▸ Dataset extract:
***

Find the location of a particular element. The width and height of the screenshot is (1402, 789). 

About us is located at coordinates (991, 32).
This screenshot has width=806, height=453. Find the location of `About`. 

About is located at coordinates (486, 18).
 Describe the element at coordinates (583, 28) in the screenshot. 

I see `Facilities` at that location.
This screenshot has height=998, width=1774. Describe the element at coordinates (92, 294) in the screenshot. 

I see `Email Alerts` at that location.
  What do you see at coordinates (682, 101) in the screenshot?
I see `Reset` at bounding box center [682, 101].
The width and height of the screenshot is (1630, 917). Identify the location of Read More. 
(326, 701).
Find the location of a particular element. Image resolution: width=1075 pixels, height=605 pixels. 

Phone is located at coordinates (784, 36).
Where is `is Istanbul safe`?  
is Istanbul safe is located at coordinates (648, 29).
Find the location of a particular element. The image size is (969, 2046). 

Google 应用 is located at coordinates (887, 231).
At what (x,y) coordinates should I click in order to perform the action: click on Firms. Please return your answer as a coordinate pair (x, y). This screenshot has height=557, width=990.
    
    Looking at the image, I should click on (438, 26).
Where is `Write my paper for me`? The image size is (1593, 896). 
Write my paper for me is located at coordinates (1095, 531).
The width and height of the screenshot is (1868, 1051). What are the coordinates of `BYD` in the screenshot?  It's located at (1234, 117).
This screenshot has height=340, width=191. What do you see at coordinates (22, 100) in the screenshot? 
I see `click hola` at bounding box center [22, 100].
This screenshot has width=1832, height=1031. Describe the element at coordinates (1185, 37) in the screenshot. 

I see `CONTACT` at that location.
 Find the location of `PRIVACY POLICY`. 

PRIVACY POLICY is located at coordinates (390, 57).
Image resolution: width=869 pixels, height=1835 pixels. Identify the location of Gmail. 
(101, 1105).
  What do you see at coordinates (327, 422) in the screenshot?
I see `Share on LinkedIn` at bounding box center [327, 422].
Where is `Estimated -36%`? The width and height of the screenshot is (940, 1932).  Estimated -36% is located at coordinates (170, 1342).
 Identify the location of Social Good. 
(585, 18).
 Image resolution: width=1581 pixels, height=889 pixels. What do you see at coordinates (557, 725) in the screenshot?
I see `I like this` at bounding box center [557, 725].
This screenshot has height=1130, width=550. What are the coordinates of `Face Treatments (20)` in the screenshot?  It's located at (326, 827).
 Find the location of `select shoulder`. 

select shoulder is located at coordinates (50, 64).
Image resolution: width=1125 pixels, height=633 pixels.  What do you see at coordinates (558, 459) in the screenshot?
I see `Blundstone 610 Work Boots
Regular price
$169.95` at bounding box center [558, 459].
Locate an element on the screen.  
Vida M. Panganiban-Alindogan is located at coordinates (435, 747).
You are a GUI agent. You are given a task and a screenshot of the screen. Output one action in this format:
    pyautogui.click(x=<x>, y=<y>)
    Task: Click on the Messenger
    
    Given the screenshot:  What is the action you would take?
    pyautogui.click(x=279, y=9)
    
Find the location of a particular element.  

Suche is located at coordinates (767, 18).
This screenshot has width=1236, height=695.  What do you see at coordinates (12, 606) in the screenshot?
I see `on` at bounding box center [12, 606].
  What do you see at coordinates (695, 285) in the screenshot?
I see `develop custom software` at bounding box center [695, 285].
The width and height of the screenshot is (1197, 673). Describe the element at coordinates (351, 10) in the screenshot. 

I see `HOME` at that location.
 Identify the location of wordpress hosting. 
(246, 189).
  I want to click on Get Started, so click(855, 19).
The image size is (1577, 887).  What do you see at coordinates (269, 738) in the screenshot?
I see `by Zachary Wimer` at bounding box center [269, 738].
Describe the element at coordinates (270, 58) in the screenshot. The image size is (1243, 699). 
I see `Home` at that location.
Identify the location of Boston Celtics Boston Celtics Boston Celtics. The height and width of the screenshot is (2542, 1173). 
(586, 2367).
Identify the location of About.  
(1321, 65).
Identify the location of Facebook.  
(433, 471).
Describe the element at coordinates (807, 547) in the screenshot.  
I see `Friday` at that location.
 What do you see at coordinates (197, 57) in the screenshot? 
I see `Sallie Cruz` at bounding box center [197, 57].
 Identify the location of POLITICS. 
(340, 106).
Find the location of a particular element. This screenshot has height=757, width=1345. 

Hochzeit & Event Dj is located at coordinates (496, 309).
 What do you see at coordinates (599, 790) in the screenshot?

***

▸ Action item: Take the data above and return it exactly.

▸ Response area:
Find the location of a particular element. The width and height of the screenshot is (1402, 789). 

About us is located at coordinates (991, 32).
This screenshot has width=806, height=453. Find the location of `About`. 

About is located at coordinates (486, 18).
 Describe the element at coordinates (583, 28) in the screenshot. 

I see `Facilities` at that location.
This screenshot has height=998, width=1774. Describe the element at coordinates (92, 294) in the screenshot. 

I see `Email Alerts` at that location.
  What do you see at coordinates (682, 101) in the screenshot?
I see `Reset` at bounding box center [682, 101].
The width and height of the screenshot is (1630, 917). Identify the location of Read More. 
(326, 701).
Find the location of a particular element. Image resolution: width=1075 pixels, height=605 pixels. 

Phone is located at coordinates (784, 36).
Where is `is Istanbul safe`?  
is Istanbul safe is located at coordinates (648, 29).
Find the location of a particular element. The image size is (969, 2046). 

Google 应用 is located at coordinates (887, 231).
At what (x,y) coordinates should I click in order to perform the action: click on Firms. Please return your answer as a coordinate pair (x, y). This screenshot has height=557, width=990.
    
    Looking at the image, I should click on (438, 26).
Where is `Write my paper for me`? The image size is (1593, 896). 
Write my paper for me is located at coordinates (1095, 531).
The width and height of the screenshot is (1868, 1051). What are the coordinates of `BYD` in the screenshot?  It's located at (1234, 117).
This screenshot has height=340, width=191. What do you see at coordinates (22, 100) in the screenshot? 
I see `click hola` at bounding box center [22, 100].
This screenshot has width=1832, height=1031. Describe the element at coordinates (1185, 37) in the screenshot. 

I see `CONTACT` at that location.
 Find the location of `PRIVACY POLICY`. 

PRIVACY POLICY is located at coordinates (390, 57).
Image resolution: width=869 pixels, height=1835 pixels. Identify the location of Gmail. 
(101, 1105).
  What do you see at coordinates (327, 422) in the screenshot?
I see `Share on LinkedIn` at bounding box center [327, 422].
Where is `Estimated -36%`? The width and height of the screenshot is (940, 1932).  Estimated -36% is located at coordinates (170, 1342).
 Identify the location of Social Good. 
(585, 18).
 Image resolution: width=1581 pixels, height=889 pixels. What do you see at coordinates (557, 725) in the screenshot?
I see `I like this` at bounding box center [557, 725].
This screenshot has height=1130, width=550. What are the coordinates of `Face Treatments (20)` in the screenshot?  It's located at (326, 827).
 Find the location of `select shoulder`. 

select shoulder is located at coordinates (50, 64).
Image resolution: width=1125 pixels, height=633 pixels.  What do you see at coordinates (558, 459) in the screenshot?
I see `Blundstone 610 Work Boots
Regular price
$169.95` at bounding box center [558, 459].
Locate an element on the screen.  
Vida M. Panganiban-Alindogan is located at coordinates (435, 747).
You are a GUI agent. You are given a task and a screenshot of the screen. Output one action in this format:
    pyautogui.click(x=<x>, y=<y>)
    Task: Click on the Messenger
    
    Given the screenshot:  What is the action you would take?
    pyautogui.click(x=279, y=9)
    
Find the location of a particular element.  

Suche is located at coordinates (767, 18).
This screenshot has width=1236, height=695.  What do you see at coordinates (12, 606) in the screenshot?
I see `on` at bounding box center [12, 606].
  What do you see at coordinates (695, 285) in the screenshot?
I see `develop custom software` at bounding box center [695, 285].
The width and height of the screenshot is (1197, 673). Describe the element at coordinates (351, 10) in the screenshot. 

I see `HOME` at that location.
 Identify the location of wordpress hosting. 
(246, 189).
  I want to click on Get Started, so click(855, 19).
The image size is (1577, 887).  What do you see at coordinates (269, 738) in the screenshot?
I see `by Zachary Wimer` at bounding box center [269, 738].
Describe the element at coordinates (270, 58) in the screenshot. The image size is (1243, 699). 
I see `Home` at that location.
Identify the location of Boston Celtics Boston Celtics Boston Celtics. The height and width of the screenshot is (2542, 1173). 
(586, 2367).
Identify the location of About.  
(1321, 65).
Identify the location of Facebook.  
(433, 471).
Describe the element at coordinates (807, 547) in the screenshot.  
I see `Friday` at that location.
 What do you see at coordinates (197, 57) in the screenshot? 
I see `Sallie Cruz` at bounding box center [197, 57].
 Identify the location of POLITICS. 
(340, 106).
Find the location of a particular element. This screenshot has height=757, width=1345. 

Hochzeit & Event Dj is located at coordinates (496, 309).
 What do you see at coordinates (599, 790) in the screenshot?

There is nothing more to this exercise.